Harmon Killebrew hitting his 500th home run in a game against the Baltimore Orioles at Metropolitan Stadium.
Photo by Peter Freeman/Courtesy of the Minnesota Historical Society
Harmon Killebrew hitting his 500th home run in a game against the Baltimore Orioles at Metropolitan Stadium.

The Minnesota Twins’ inaugural season began a few days after my eighth birthday. I knew nothing about baseball, and neither did any of my friends, but we all signed up to play Little League that spring. I still remember going to the registration night with my dad, new glove on my hand — as if we were going to hit the field right after we filled out the form.

I also brought my baseball glove on my first visit to Metropolitan Stadium a couple of months later. My memory tells me that the Twins beat the Kansas City Athletics 4-3 and Harmon Killebrew hit a home run. We sat in the second deck on the first-base side. You can probably look it up and prove me wrong, but it’s my memory and I’m sticking to it.

The Twins were Minnesota’s only major league team at the time — the Minneapolis Lakers basketball team had left for L.A two years earlier, and the Vikings wouldn’t arrive until September. We 8-year-olds didn’t know squat about playing baseball, but we knew we had a big-league ball club and the bonus was that it came with an established star player — Harmon Killebrew.

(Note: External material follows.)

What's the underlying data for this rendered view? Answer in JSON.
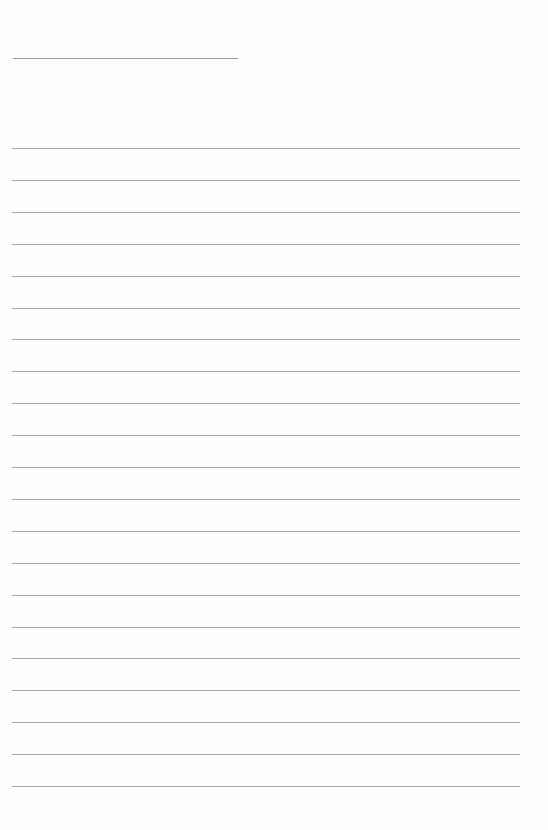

Harmon was never flashy, never cocky, never sexy. He and Minnesota were a perfect fit.

He was also not particularly large in stature, although he seemed like it to us kids. At 5’11″ and a bit over 200 pounds, other big hitters towered over him in old photos. But his stocky frame and muscular legs, coupled with a memorable extension when he swung the bat, turned out to be a perfect combination for hitting a baseball a long distance. He was a power hitter, period. He even later admitted that he never paid much attention to his batting average. He drew a lot of walks and also struck out a lot, but he also gave us plenty of thrills.

Possibly the oddest tribute in sports is the stadium seat that hangs high on a wall above the “Log Chute” ride inside the Mall of America in Bloomington. The mall was built over the old Met Stadium site. The lone seat marks the approximate landing spot of his longest home run at the Met, estimated at 522 feet.

Harmon’s greatest attribute was not his ability to play baseball, however. When you listen to all the tributes to him over the coming days, I guarantee you will not hear a single one that doesn’t mention his character — who he was as a person. Of course it was a different era, and sports stars hadn’t yet become the rich, ungrateful, “don’t-give-crap-about-being-a-role-model” jerks that seem all too prevalent today. But even in those innocent early ’60s, we all knew Harmon was someone special, someone we could look up to, to emulate. He might strike out with the bases loaded now and then, but he would never let us down. And he never did.

Twins baseball was a big part of my life in elementary school, and Harmon was the biggest Twins star. To be honest, I had a lot of “favorite players” in those earlier years — Tony Oliva, Bob Allison, Zoilo Versailles, and a little later, Rod Carew. I remember trying to start a Lennie Green fan club during that first season. But Harmon was who I imagined I was when I was at the plate.

Ossie Bluege, who scouted and signed Harmon Killebrew for Washington in 1954, awarded Killebrew an inscribed plaque commemorating his 500th home run.
Photo by Peter Hohn/Courtesy of the Minnesota Historical Society
Ossie Bluege, who scouted and signed Harmon Killebrew for Washington in 1954, awarded Killebrew an inscribed plaque commemorating his 500th home run.

In recent years, Harmon showed us all how to grow older. He did it by staying busy, making himself useful, and teaching younger people to care about the sport he loved so much. He mentored younger Twins players — who are too young to remember his playing days — and became their hero, too. I watched the sports on a local news channel Tuesday night and they showed a press conference with a bunch of former Twins. Teary-eyed Hall of Fame St. Paul boy Paul Molitor said, “I picked the right guy to be my hero.” Jack Morris was completely choked up and said that it was Harmon’s quiet strength and kindness that he will remember. The TV sports reporter, who is about my age, concluded with, “He was my childhood. He was our superstar.”

In the past few weeks and months, Harmon also showed us how to die. His straightforward, three-paragraph statement just last week began with this sentence, “It is with profound sadness that I share with you that my continued battle with esophageal cancer is coming to an end.” No sugar coating, no false hope, just the truth.

Let the tributes roll in. Harmon deserves all of them.

An aging Mickey Mantle once said something like, “Ah, to be 25 again and the star of the Yankees.” I say, “Ah, to be 8 again and pretending to be Harmon Killebrew.”

Steve Date is a teacher in the Minneapolis Public Schools and a part-time video journalist and documentary filmmaker who frequently contributes to MinnPost. He wrote this for his blog, Trying to Pay Attention.